Nic Cage has always been Hollywood’s biggest comic book fan – his stage name comes from Luke Cage, noted anal sex buddy of Marvel Comics superheroine Jessica Jones. He was attached to star in Tim Burton’s Superman movie, a film that would have certainly been more rousing than Bryan Singer’s, as it would have at least been weird as hell. When that fell apart, Cage was doomed to take on third tier heroes, and he’ll be starring in the truly woeful-looking Ghost Rider movie next year.
But a C-list character wasn’t enough for Cage. He had to go back to the comics, this time opting for a character no one ever heard of published by a comic book company no one cares about. Now, after all that bitterness you might think I would shit all over the movie he’s signed on for, but I have to admit that the basic concept sounds interesting. The title is The Sadhu (they’re so changing that), and it’s about a colonial-era soldier who travels to India and ends up becoming a spiritual warrior. The comic, created by Deepak Chopra’s son Gotham (I think his brother, Keystone City, is the letterer) draws on Indian mythology, according to Variety.
The big screen version of The Sadhu is being written by Gotham’s dad, Deepak Chopra, who seems to have escaped the Self Help and New Age sections of book stores in order to appear with Grant Morrison at Comic Con this summer.

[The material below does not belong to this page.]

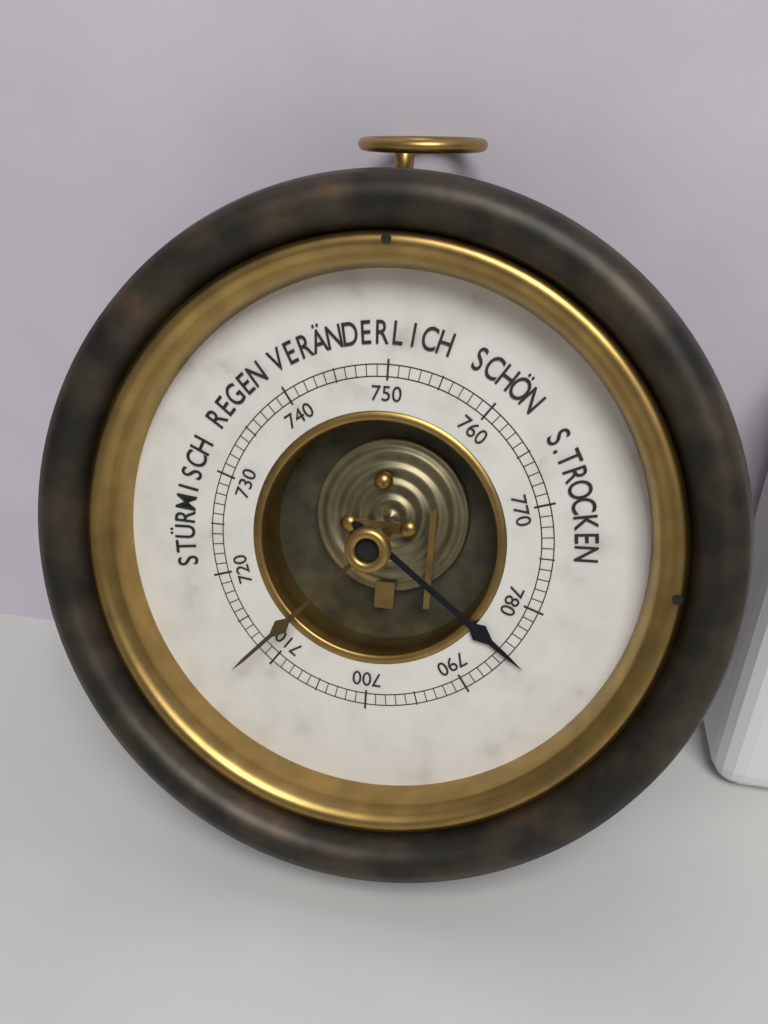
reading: 785 mmHg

The Sadhu is one of the many new ventures from gajillionaire Richard Branson’s Virgin Comics line, which is apparently created in sweatshops in India. This is true, except for the sweatshop part, which I am just assuming. Cage is pretty involved with Virgin Comics – he and his son Weston are doing a five issue series called Enigma, about a New Orleans voodoo-oriented superhero with a connection to a slave plantation revolt a century ago. Did someone say Shadowman?